Starting your new job...
The graduate's guide for graduates!
We asked some of the graduates that we have placed what their advice would be for someone starting their new career. This is invaluable advice – after all, they were in your shoes not so long ago!
• Plan your own career development path (in the light of knowledge gained
above) so that progression is clearly mapped-out either inside or
outside the business.
• Always deliver a little more than expected. Hit your targets and don’t make
a big thing about it; just do this out of good personal habit.
• Think about what your business is trying to achieve this week, this year
and over the next 5 years. Understand how your actions fit into this.

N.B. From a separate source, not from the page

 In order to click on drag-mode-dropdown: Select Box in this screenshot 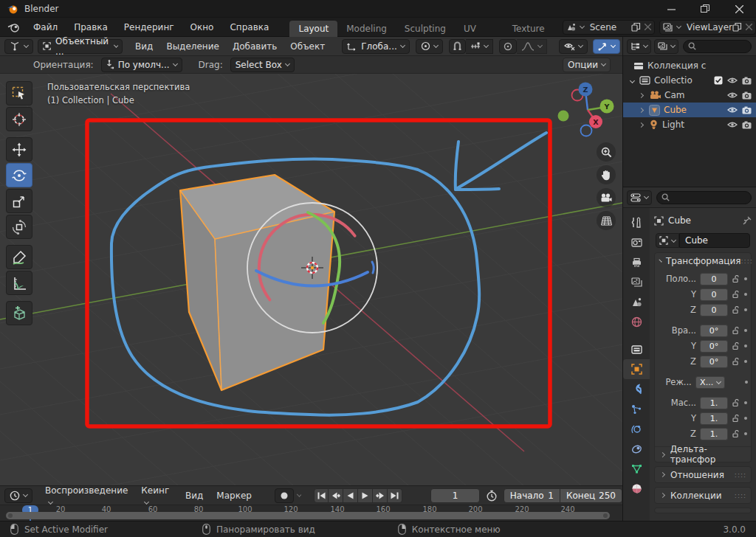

Understand how the actions of other people, especially those who you interact
with on a regular basis fit into this. Understand how you can help others and
how you might get in their way.
• Always have a couple of business things that you are working on to talk
about.
• Identify the main players within the business, and form relationships with
them NOT by email - Seek out the gurus of the organisation, i.e. those
acknowledged as being the experts. Could be old-timers, might be youthful hifliers. Get in front of them, get known, stick to their shirttails if you can,
extract the learning! And don’t forget … talk to the receptionist / security
guy – get known – get on first name terms by end of week 1
• Greet people with a smile and thank people for their help
• Get your accommodation sorted before joining
• Dress smartly and appropriately to the business and occasion
• Be prepared to work hard if you want to get on - and that may mean long
hours not just full days. Don’t work to the clock.
• Accept frustration. You may not be able to change the world overnight, but
do change it and try to make a difference!

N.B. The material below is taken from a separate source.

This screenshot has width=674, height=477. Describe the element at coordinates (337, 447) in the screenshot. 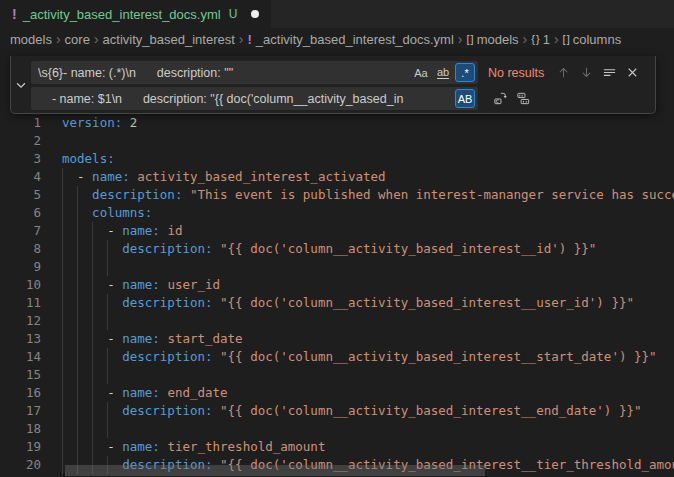

I see `code-line: 19 - name: tier_threshold_amount` at that location.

• The onus is on you as much as the Company to make the training work for
you and to build a career.
• Ask to look at a specific area of the business and carry out a work study to
identify areas that could be improved.
• If you are given what appear to be mundane tasks, get on with them quickly,
do them right, then ask for some project work to do ‘during the quieter
times’.
• Do not run before you can walk, while you may have graduated, you will
now start learning.
• Learn to manage your boss! Find out what his / her expectations are, and
deliver precisely against them. Not what you would perceive or, worse still,
prefer them to be!
• Good listening skills, don't be too assumptive!
• Good open questioning – smart, probing and challenging why it is done in a
particular way: who, what, when, why, where, which and how.

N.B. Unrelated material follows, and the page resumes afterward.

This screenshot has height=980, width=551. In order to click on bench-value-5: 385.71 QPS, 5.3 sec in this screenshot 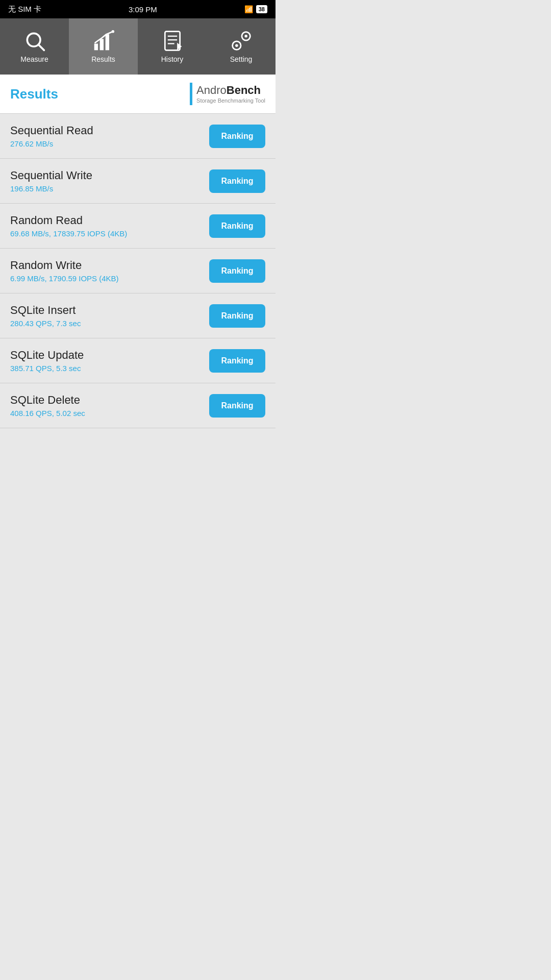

• An absolute willingness to do whatever you can to help out, don't pick and
choose
• Always do what you say you are going to do. A positive reputation can be
built on this alone. It’s all about execution. The key is the follow up and the
follow through. Business has had enough with great strategies - that was the
90's - in order to survive today you have to deliver the promises.
• Whatever the industry, find its ‘coal-face’, i.e. where the product is made and
where it’s sold, go and experience working there first hand
• Above all, make everyone around you feel your 'can-do' attitude!!
• You are building your own brand – decide what brand you want to be!